Ken Jacobie's wartime assignment was to become his opportunity of a lifetime, but where opportunity inevitably led to reckoning.
This is a riveting fictional novel rooted in WW2 history and subsequent East-West Cold War intrigue and rivalry.
The protagonist is recently married Ken Jacobie, an RAF sergeant with a beautiful but still-young wife, now with an infant son. He is about to be posted to Normandy, France, a week after D-day. Assigned to him are his young commonwealth crew of some 18 young technicians. They are tasked with salvaging downed allied fighter aircraft.
Wars are complex affairs well suited to Jacobie's leadership skills and complex character. They not only confront soldiers with life and death and unexpected challenging events, but also disrupt life, profoundly affecting the soldiers and their families alike.
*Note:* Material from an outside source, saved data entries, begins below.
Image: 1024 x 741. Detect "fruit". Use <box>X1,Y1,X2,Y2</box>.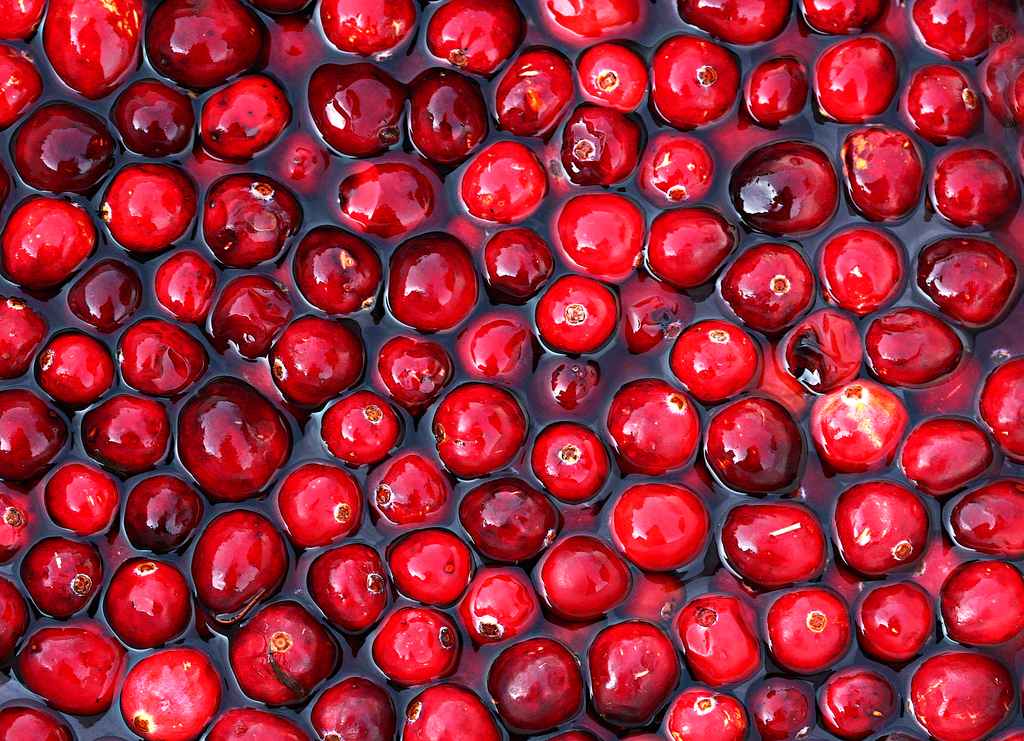
<box>611,390,714,482</box>.
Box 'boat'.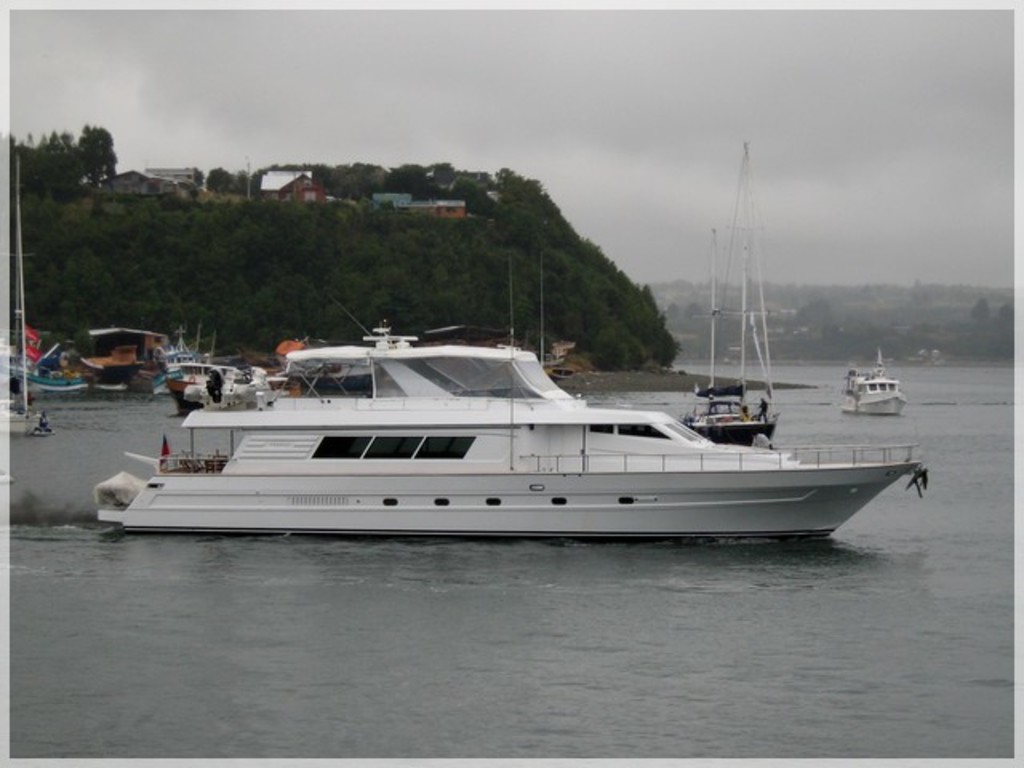
locate(86, 320, 163, 382).
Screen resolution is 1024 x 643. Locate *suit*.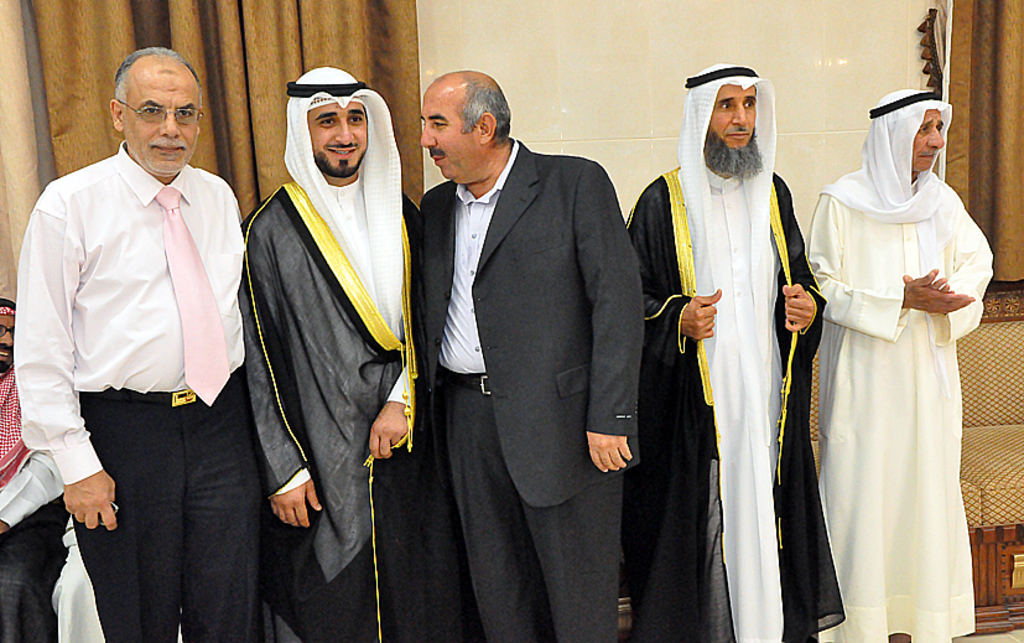
419 141 643 633.
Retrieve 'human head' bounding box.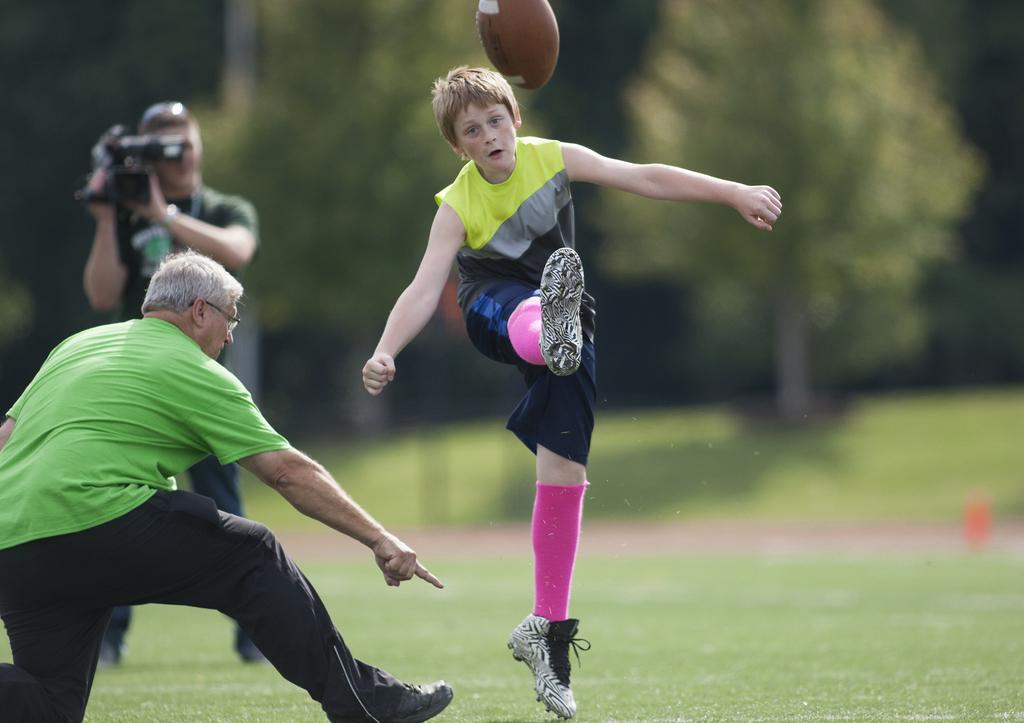
Bounding box: (left=432, top=51, right=528, bottom=158).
Those contrasting human stories of sudden extended separation, emotional vacuum and a life of 'making do', both at the home-front and on foreign soil, are often left untold.
In this balancing act Maggie, Ken's wife, is seen as heroic, both as a good mother and a resourceful provider and in finding her stride in difficult times.
Ken Jacobie, surrounded by wartime devastation and opportunity in foreign lands, becomes preoccupied with both its challenges and its temptations. Thoughts of domestic life become only a distant memory. Opportunity has become the essence of Ken Jacobie's wartime zeitgeist, leaving loved ones as collateral damage in his wake.